“That’s your first thing?” He furrowed his brow at her. “It’s a weird first thing.”
“It’s not my first thing. It’s an addendum, jackass.”
He gasped, loudly enough that a nearby bird flapped away in alarm. “Such language! Why, my delicate ears!”
Her breaths seemed to dramatically lengthen at that point, and he figured she was counting to herself.
After several vastly entertaining and very deep inhalations, she got a hold of her temper. “First thing: I am not a sex worker, and you are not my client. Thus, we cannot, as you so eloquently put it, ‘Pretty Woman this shit.’ Second: As you are neither my john nor my sugar daddy of any sort, you will not be paying for these garments, and I can’t afford thousands of dollars’ worth of clothing I’ll never wear again. Third—”
“The production would pay for a red-carpet-appropriate dress,” he interrupted.
“Third,” she repeated with steely determination, “cocktail dresses don’t come in my size, at least not ones you’d find in standard L.A. stores. For something beautiful that truly fit me, you’d need to employ Christian Siriano—”
“I knew you liked reality television! Ha!”
He’d figured her indifference to GBBO was an act. It had to be. Who could resist Nadiya’s sweet, emotional ascent to baking triumph? Also the hilarious duo of Sue and Mel?
“—or, more likely, go online and order something a lot less pretty but also a lot less expensive. Then get it hemmed. Which we, fourth, do not have time to do, since the event is tomorrow night. So, fifth, we need to drive to my duplex and decide which of the few dresses I already own might suffice.”
Oooh. He was going to see his stern minder’s inner sanctum? Her Fortress of Stultifying Solitude? He couldn’t wait.
“You’re bringing me home?” He widened his eyes. “But you haven’t even taken me out on a real date yet. I don’t want you to think I’m cheap.”
“For the love of …” Now she was rubbing her forehead as well as her temples, and he would feel worse if a tiny little smile weren’t also curving the corners of that wide mouth. “I’d planned to visit my apartment soon anyway, since the clothing I packed for a Spanish vacation isn’t the same clothing I want to wear here. So we might as well take care of everything today. I’ll drive.”
He sprang to his feet. “Let’s do this, Thelma.”
“Sit down, Louise.” She pointed a commanding finger at his chair. “You’ve barely had anything but coffee. Last week, you repeatedly complained about stomach pain because of your medicine, and you told me the best way to prevent that pain was eating more breakfast. So let’s make sure you do that.”
He hadn’t realized she’d been listening to him. If he had, he might not have mentioned—
Oh, who was he trying to fool? Of course he’d have mentioned the issue. Not saying things was unnatural, which he’d also explained to Lauren multiple times.
She was still talking, so apparently she’d listened to him then too.
“—the label on your pill bottle, you should be taking your medication with plenty of water,” she told him. “We’ll bring a bottle in my car, and you can drink it along the way.”
What he ate or drank wasn’t in her realm of professional authority over him. Then again, the concern in her voice didn’t sound professional either.
It was personal. It was present.
He couldn’t see her glorious green eyes, but he knew they’d be warm. Worried.
So he sat his ass back down and ate his remaining Danish without argument before they headed back to the house. Which made her lips quirk that tiny bit again.
He liked it.
He wanted more of it.
LAUREN’S FUCKING DUPLEX. It had a steeply pitched roof and cream stucco siding, and for the entrance—
It had a goddamn turret. A small one, but definitely, positively, a turret.
If Alex lived in a mini-castle, she lived in a mini-mini-castle.
No wonder she’d lost her shit at the sight of his house yesterday. Hell, he was losing his shit now, because what were the odds?
“Keep breathing.” She parked inside the detached two-car garage and thumped him on the back. “I told you not to take a sip of water before we turned onto my street.”
Once he stopped cough-laughing and finally caught his breath again, he needed more details. “What’s that architectural style called?”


• [WORK ORDER] Every entry below should be reproduced exactly; no picture is to be included.

• [Referring expression grounding data]
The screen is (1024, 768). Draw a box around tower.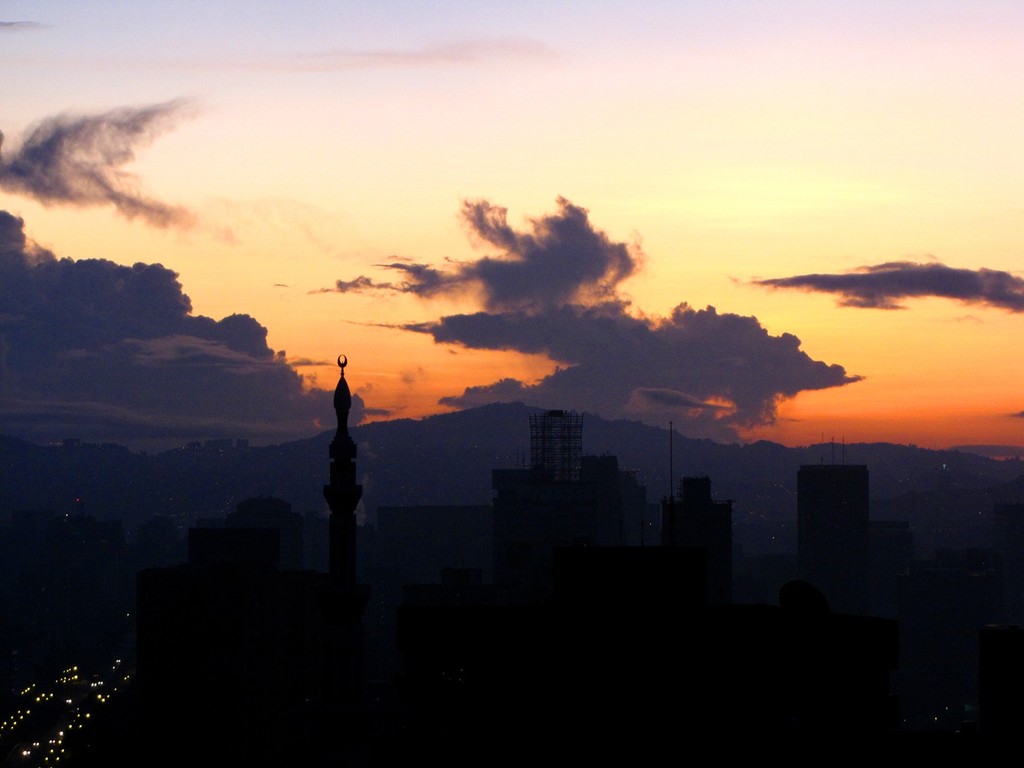
189:530:274:571.
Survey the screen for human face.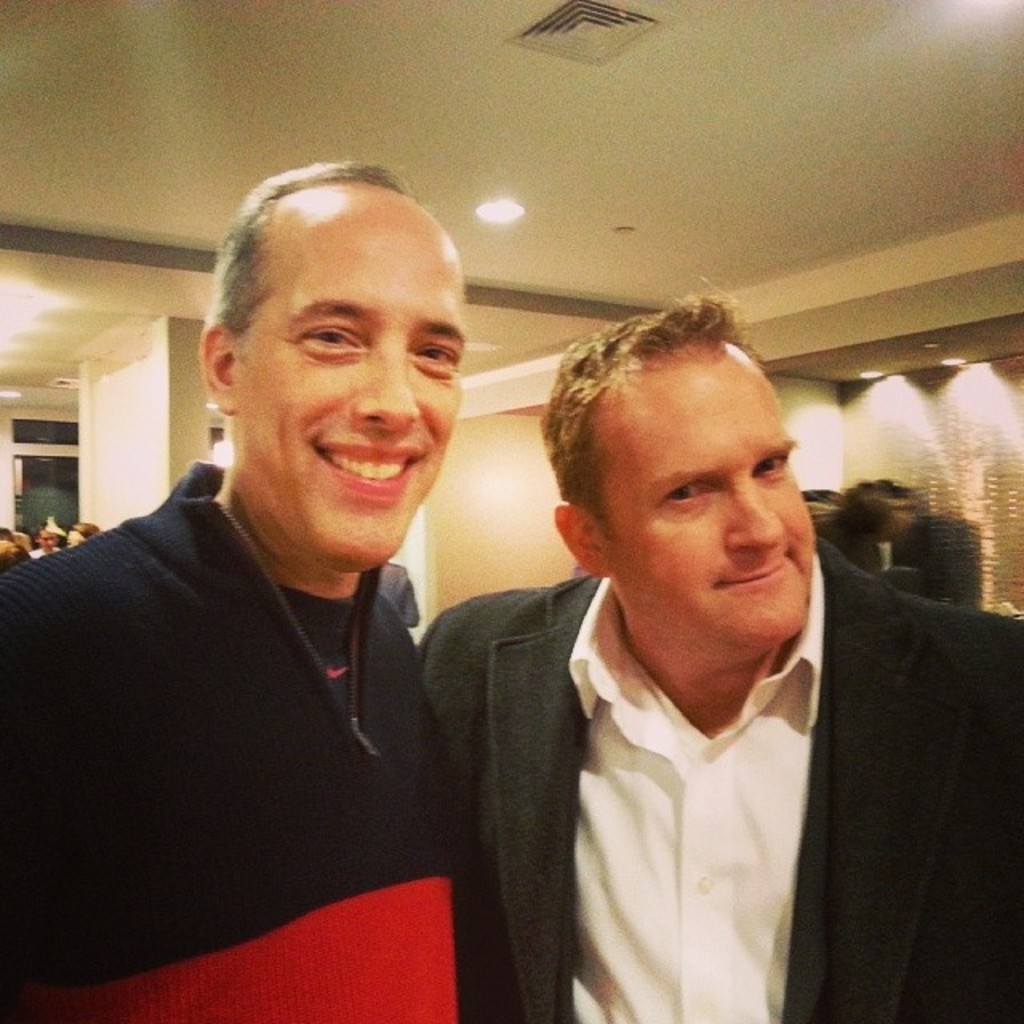
Survey found: bbox=(42, 530, 59, 557).
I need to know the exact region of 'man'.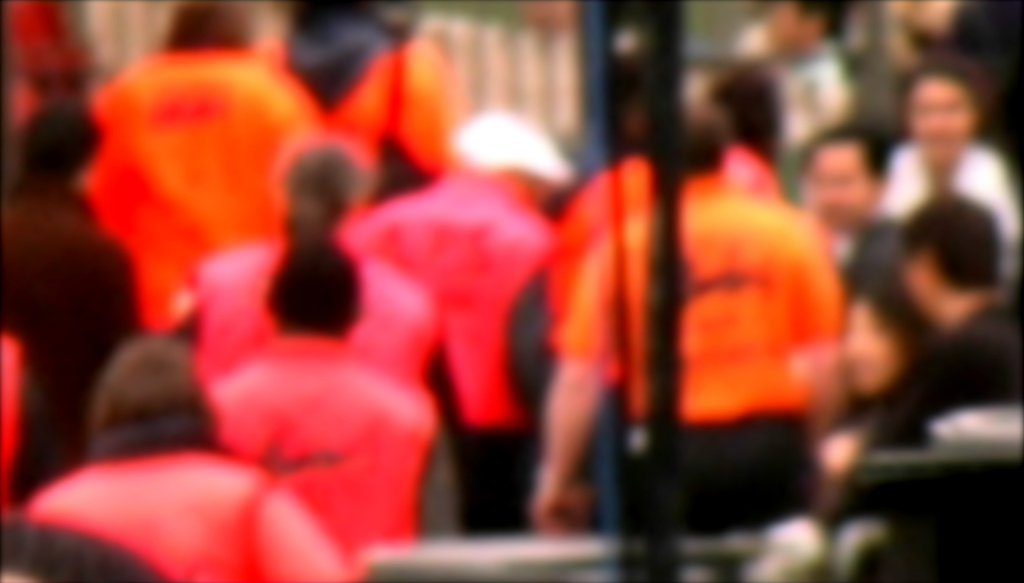
Region: (x1=852, y1=188, x2=1023, y2=582).
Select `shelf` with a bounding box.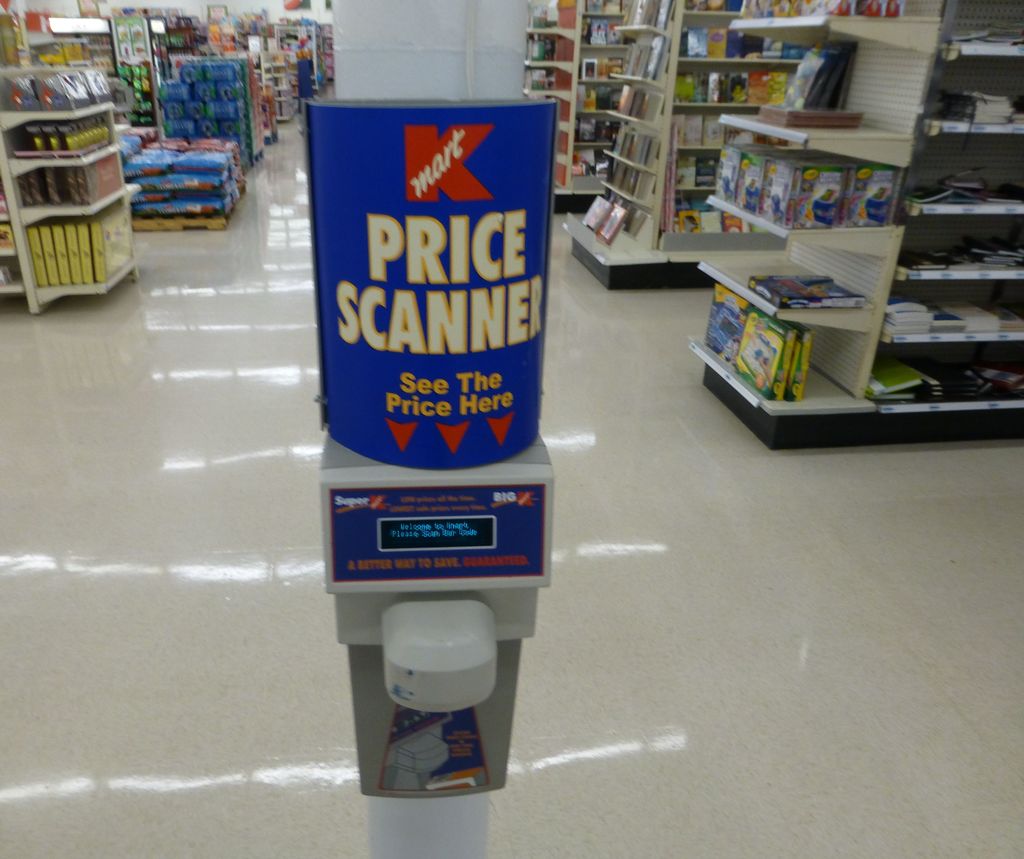
bbox=[254, 27, 297, 114].
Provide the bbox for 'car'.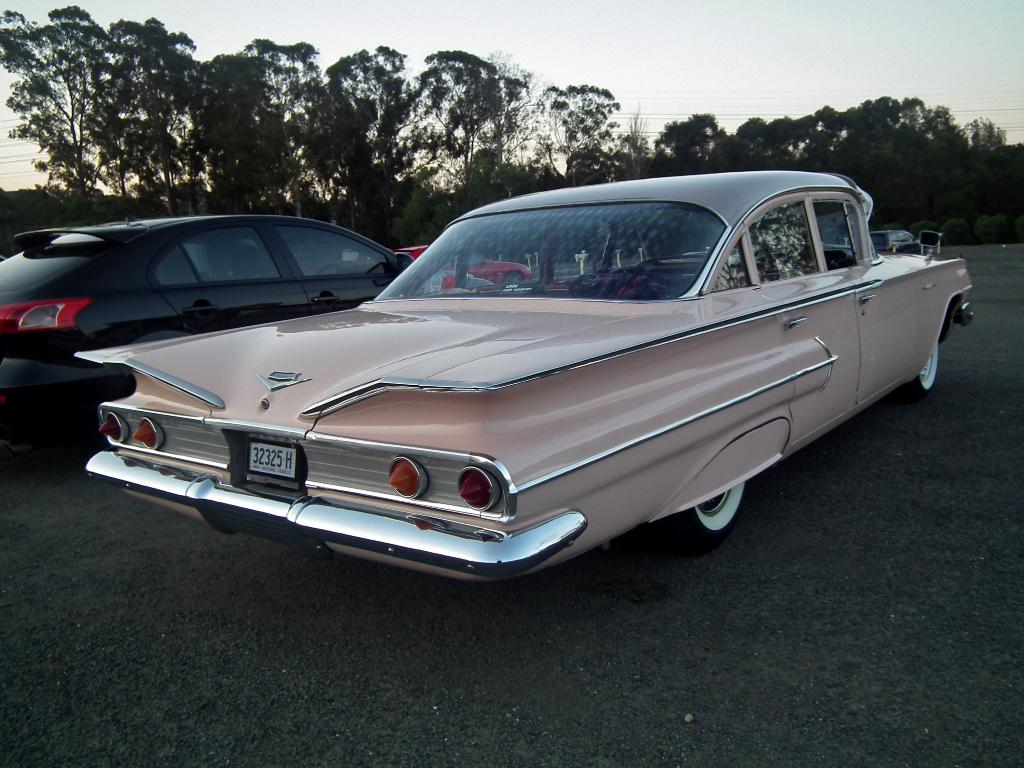
[x1=72, y1=169, x2=973, y2=585].
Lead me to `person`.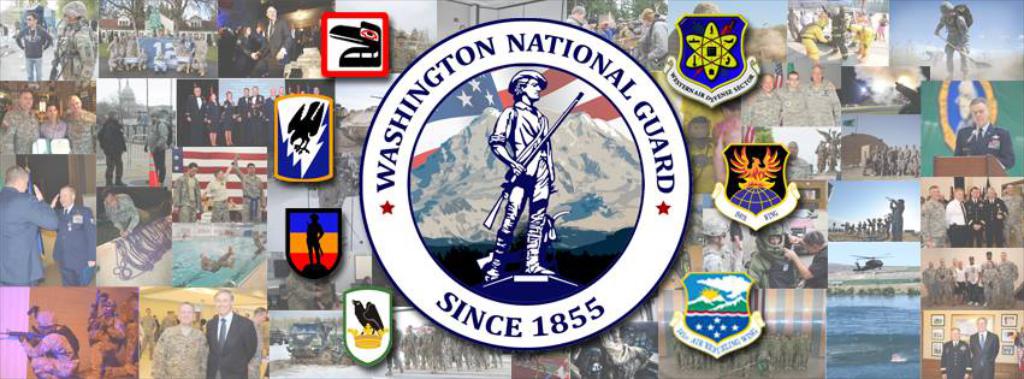
Lead to pyautogui.locateOnScreen(205, 154, 235, 219).
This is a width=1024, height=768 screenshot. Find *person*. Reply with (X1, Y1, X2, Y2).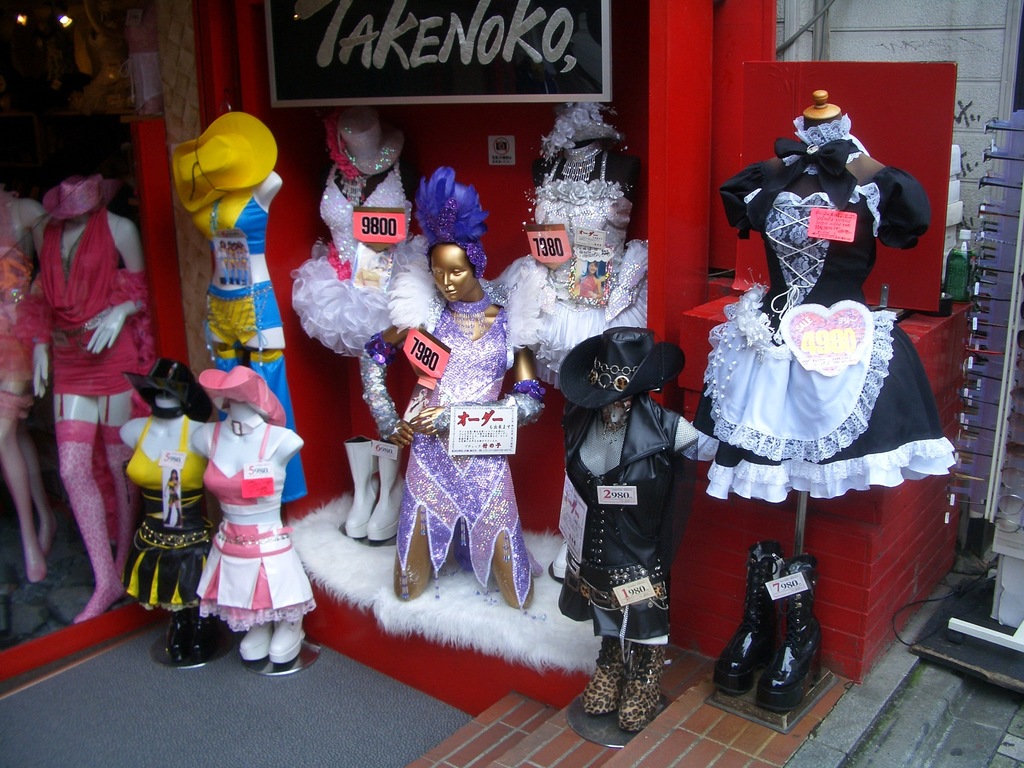
(540, 318, 714, 735).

• [EXERCISE OUTPUT]
The screen is (1024, 768). Draw a box around tower.
189:530:274:571.
Survey the screen for human face.
Survey found: bbox=(42, 530, 59, 557).
I need to know the exact region of 'man'.
Region: (x1=852, y1=188, x2=1023, y2=582).
Select `shelf` with a bounding box.
bbox=[254, 27, 297, 114].
Provide the bbox for 'car'.
[x1=72, y1=169, x2=973, y2=585].
Lead me to `person`.
Lead to pyautogui.locateOnScreen(205, 154, 235, 219).
This is a width=1024, height=768 screenshot. Find *person*. Reply with (X1, Y1, X2, Y2).
(540, 318, 714, 735).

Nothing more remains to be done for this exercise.